Introduction:
Tuberculosis (TB) is in the top 10 global causes of death, with an estimated 10 million new cases, 1.2 million deaths among HIV-negative individuals and 251,000 deaths among HIV-positive individuals in 2018 (World Health Organization (WHO), 2019). The global burden of TB is unequally distributed, disproportionately affecting low- and middle-income countries particularly in Africa and Asia. One of the barriers to the effective treatment of TB are the adverse drug reactions experienced by patients on anti-TB medications, with one of the most common being drug-induced liver injury (DILI) (Saukkonen et al. , 2006). Three of the four first line drugs used in the treatment of TB - isoniazid, rifampicin and pyrazinamide - are potentially hepatotoxic (Girling, 1977). The estimate of the incidence of DILI in individuals undergoing anti-TB treatment for active TB varies from 2 to 33% depending on the cohort studied, drug regimen used, monitoring and reporting practices (Saukkonen et al. , 2006; Tostmann et al. , 2008; Ramappa and Aithal, 2013). Individuals who experience DILI often need to stop treatment and, if clinically indicated, recommence once liver function tests (LFTs) return to normal. However, for some individuals re-exposure to the same drugs leads to reoccurrence of DILI (Metushi, Uetrecht and Phillips, 2016), and for others liver injury progresses even after treatment has stopped (Hassan et al. , 2015). Therefore, there is an unmet clinical need for new tools to improve the safety of this essential antimicrobial treatment.
Diagnosis of DILI relies on LFTs, with alanine aminotransferase (ALT) activity considered one of the gold standards for determining liver injury. The DILI Expert Working Group defines DILI as ≥ 3 x upper limit of normal (ULN) of ALT in the presence of symptoms, or ≥ 5 x ULN ALT in the absence of symptoms (Aithal et al. , 2011). Although ALT is currently the gold standard for determining DILI there are issues associated with its use. ALT is not specific to the liver and can provide false positive results, with elevations in ALT occurring after muscular damage following exercise (Pettersson et al. , 2008) or subsequent to a myocardial infarction (LaDue and Wroblewski, 1955). Furthermore, elevations in ALT are not specific to DILI (Senior, 2012) and can occur due to metabolic perturbations (Hanley et al. , 2004; Sattar et al. , 2004). In paracetamol-overdose DILI there is a delay between insult to the liver and rise in ALT (Antoine and Dear, 2016), meaning ALT is not optimal as a biomarker of DILI in this context. To address these challenges recent work has identified novel biomarkers capable of diagnosing, and in some cases predicting DILI.
MicroRNAs (miRNAs) are small non-coding RNAs which regulate post-transcriptional gene expression. MiR-122 is a 22-nucleotide microRNA which is highly expressed in, and highly specific for, the liver, with little to no expression in other tissues. In liver injury, miR-122 is released from necrotic hepatocytes, resulting in elevated miR-122 concentrations in the bloodstream (Wang et al. , 2009). Cytokeratin-18 (K18) is an intermediate filament protein responsible for maintaining the cytoskeletal structure in the liver and other epithelial cells and is reported to make up 5% of the liver’s total protein content (Adebayo, Mookerjee and Jalan, 2012). K18 is a mechanistic biomarker of liver injury, providing information on the pattern of cell death. In apoptosis, the release of a caspase-cleaved form of K18 (cc-K18) is an early event during cellular structural rearrangement (Caulín, Salvesen and Oshima, 1997). Whereas, in necrosis, the full-length form of K18 (FL-K18) is passively released upon cell death (Caulín, Salvesen and Oshima, 1997). MiR-122 and K18 are able to predict DILI in patients who overdose on paracetamol earlier than standard LFTs (Antoine et al. , 2013; Dear et al. , 2018) and provides enhanced hepatic specificity over other biomarkers (Vliegenthartet al. , 2015). Both novel biomarkers have regulatory support from the US FDA as biomarkers for DILI (Food and Drug Administration Centre for Drug Evaluation and Research, 2016), although to date their development has been largely limited to testing in Western populations.
The aim of this study was to explore the properties of miR-122 and K18 in relevant European and African patients with mycobacterial infection (with and without HIV co-infection). Specifically, our aims were to determine whether the infective disease process and routine management with anti-TB medicines affect these biomarkers in the absence of DILI and to characterise how miR-122 and K18 change in relation to ALT and in cases of DILI.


> [Exercise prompt]: Give back every line of the data exactly. Pictures are not part of the copy.

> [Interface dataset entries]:
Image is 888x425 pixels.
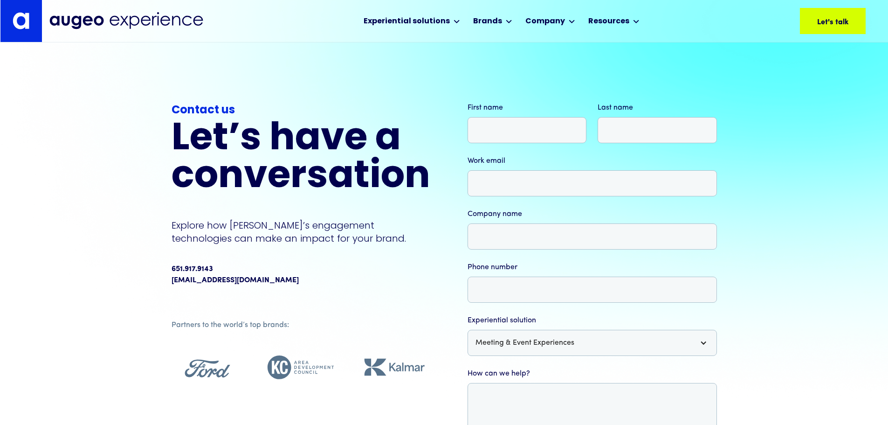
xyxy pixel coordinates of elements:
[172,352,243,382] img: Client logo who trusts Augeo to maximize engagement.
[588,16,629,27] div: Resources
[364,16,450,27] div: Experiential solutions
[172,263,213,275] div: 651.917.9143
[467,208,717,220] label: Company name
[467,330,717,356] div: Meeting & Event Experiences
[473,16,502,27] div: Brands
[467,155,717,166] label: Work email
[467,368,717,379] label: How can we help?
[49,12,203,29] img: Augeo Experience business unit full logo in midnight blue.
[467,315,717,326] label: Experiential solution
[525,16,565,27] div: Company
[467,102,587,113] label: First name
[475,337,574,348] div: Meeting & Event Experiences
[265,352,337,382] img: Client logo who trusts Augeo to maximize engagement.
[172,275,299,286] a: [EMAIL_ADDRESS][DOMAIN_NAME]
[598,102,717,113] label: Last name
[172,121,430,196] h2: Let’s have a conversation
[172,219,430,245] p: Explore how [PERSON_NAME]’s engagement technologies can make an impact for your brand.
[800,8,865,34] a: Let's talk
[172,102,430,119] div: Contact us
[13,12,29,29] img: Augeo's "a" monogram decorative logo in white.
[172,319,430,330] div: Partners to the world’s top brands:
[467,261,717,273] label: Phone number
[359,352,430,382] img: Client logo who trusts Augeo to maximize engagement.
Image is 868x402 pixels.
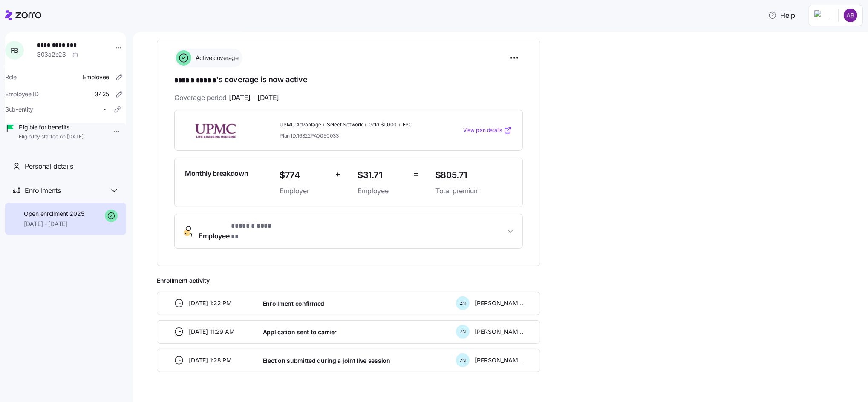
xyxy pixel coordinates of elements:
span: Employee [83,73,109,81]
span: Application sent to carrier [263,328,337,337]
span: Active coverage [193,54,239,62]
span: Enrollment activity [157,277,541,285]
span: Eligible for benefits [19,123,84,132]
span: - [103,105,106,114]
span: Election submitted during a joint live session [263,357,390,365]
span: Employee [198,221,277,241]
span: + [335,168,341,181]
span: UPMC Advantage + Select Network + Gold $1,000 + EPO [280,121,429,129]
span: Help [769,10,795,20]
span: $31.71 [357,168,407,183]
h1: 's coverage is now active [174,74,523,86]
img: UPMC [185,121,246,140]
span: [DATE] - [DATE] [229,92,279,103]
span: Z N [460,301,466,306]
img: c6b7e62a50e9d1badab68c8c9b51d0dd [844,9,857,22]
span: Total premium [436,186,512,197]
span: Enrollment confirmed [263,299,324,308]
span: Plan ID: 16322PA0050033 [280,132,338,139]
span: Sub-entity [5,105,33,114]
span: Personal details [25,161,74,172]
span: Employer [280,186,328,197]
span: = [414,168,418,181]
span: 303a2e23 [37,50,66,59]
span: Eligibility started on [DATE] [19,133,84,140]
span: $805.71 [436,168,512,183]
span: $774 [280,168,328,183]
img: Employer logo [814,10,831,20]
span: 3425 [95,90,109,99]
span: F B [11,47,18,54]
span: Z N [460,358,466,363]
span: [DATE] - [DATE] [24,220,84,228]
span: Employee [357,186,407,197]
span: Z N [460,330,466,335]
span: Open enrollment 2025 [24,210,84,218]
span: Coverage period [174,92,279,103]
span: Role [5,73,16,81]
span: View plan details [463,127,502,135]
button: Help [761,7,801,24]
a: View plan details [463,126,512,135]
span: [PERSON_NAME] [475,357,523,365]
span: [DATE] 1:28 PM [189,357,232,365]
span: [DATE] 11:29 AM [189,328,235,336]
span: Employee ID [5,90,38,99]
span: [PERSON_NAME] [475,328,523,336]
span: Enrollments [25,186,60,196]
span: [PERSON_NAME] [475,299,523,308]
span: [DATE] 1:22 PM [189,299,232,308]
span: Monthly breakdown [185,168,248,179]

> [Answer area]:
Image is 888x425 pixels.
xyxy pixel coordinates of elements:
[172,352,243,382] img: Client logo who trusts Augeo to maximize engagement.
[588,16,629,27] div: Resources
[364,16,450,27] div: Experiential solutions
[172,263,213,275] div: 651.917.9143
[467,208,717,220] label: Company name
[467,330,717,356] div: Meeting & Event Experiences
[473,16,502,27] div: Brands
[467,155,717,166] label: Work email
[467,368,717,379] label: How can we help?
[49,12,203,29] img: Augeo Experience business unit full logo in midnight blue.
[467,315,717,326] label: Experiential solution
[525,16,565,27] div: Company
[467,102,587,113] label: First name
[475,337,574,348] div: Meeting & Event Experiences
[265,352,337,382] img: Client logo who trusts Augeo to maximize engagement.
[172,275,299,286] a: [EMAIL_ADDRESS][DOMAIN_NAME]
[598,102,717,113] label: Last name
[172,121,430,196] h2: Let’s have a conversation
[172,219,430,245] p: Explore how [PERSON_NAME]’s engagement technologies can make an impact for your brand.
[800,8,865,34] a: Let's talk
[172,102,430,119] div: Contact us
[13,12,29,29] img: Augeo's "a" monogram decorative logo in white.
[172,319,430,330] div: Partners to the world’s top brands:
[467,261,717,273] label: Phone number
[359,352,430,382] img: Client logo who trusts Augeo to maximize engagement.
Image is 868x402 pixels.
xyxy pixel coordinates of elements:
span: Employee [83,73,109,81]
span: Application sent to carrier [263,328,337,337]
span: Active coverage [193,54,239,62]
span: Enrollment activity [157,277,541,285]
span: Eligible for benefits [19,123,84,132]
span: - [103,105,106,114]
span: Election submitted during a joint live session [263,357,390,365]
span: Employee [198,221,277,241]
span: + [335,168,341,181]
span: UPMC Advantage + Select Network + Gold $1,000 + EPO [280,121,429,129]
span: Help [769,10,795,20]
span: $31.71 [357,168,407,183]
h1: 's coverage is now active [174,74,523,86]
img: UPMC [185,121,246,140]
span: [DATE] - [DATE] [229,92,279,103]
span: Z N [460,301,466,306]
img: c6b7e62a50e9d1badab68c8c9b51d0dd [844,9,857,22]
span: Total premium [436,186,512,197]
span: Enrollment confirmed [263,299,324,308]
span: Plan ID: 16322PA0050033 [280,132,338,139]
span: Sub-entity [5,105,33,114]
span: Personal details [25,161,74,172]
span: Employer [280,186,328,197]
span: = [414,168,418,181]
span: 303a2e23 [37,50,66,59]
span: Eligibility started on [DATE] [19,133,84,140]
span: $805.71 [436,168,512,183]
span: $774 [280,168,328,183]
img: Employer logo [814,10,831,20]
span: 3425 [95,90,109,99]
span: F B [11,47,18,54]
span: Z N [460,358,466,363]
span: [DATE] - [DATE] [24,220,84,228]
span: Employee [357,186,407,197]
span: Z N [460,330,466,335]
span: Open enrollment 2025 [24,210,84,218]
span: Coverage period [174,92,279,103]
span: Role [5,73,16,81]
span: View plan details [463,127,502,135]
button: Help [761,7,801,24]
a: View plan details [463,126,512,135]
span: [PERSON_NAME] [475,357,523,365]
span: [DATE] 1:28 PM [189,357,232,365]
span: [DATE] 11:29 AM [189,328,235,336]
span: Employee ID [5,90,38,99]
span: [PERSON_NAME] [475,328,523,336]
span: Enrollments [25,186,60,196]
span: [PERSON_NAME] [475,299,523,308]
span: [DATE] 1:22 PM [189,299,232,308]
span: Monthly breakdown [185,168,248,179]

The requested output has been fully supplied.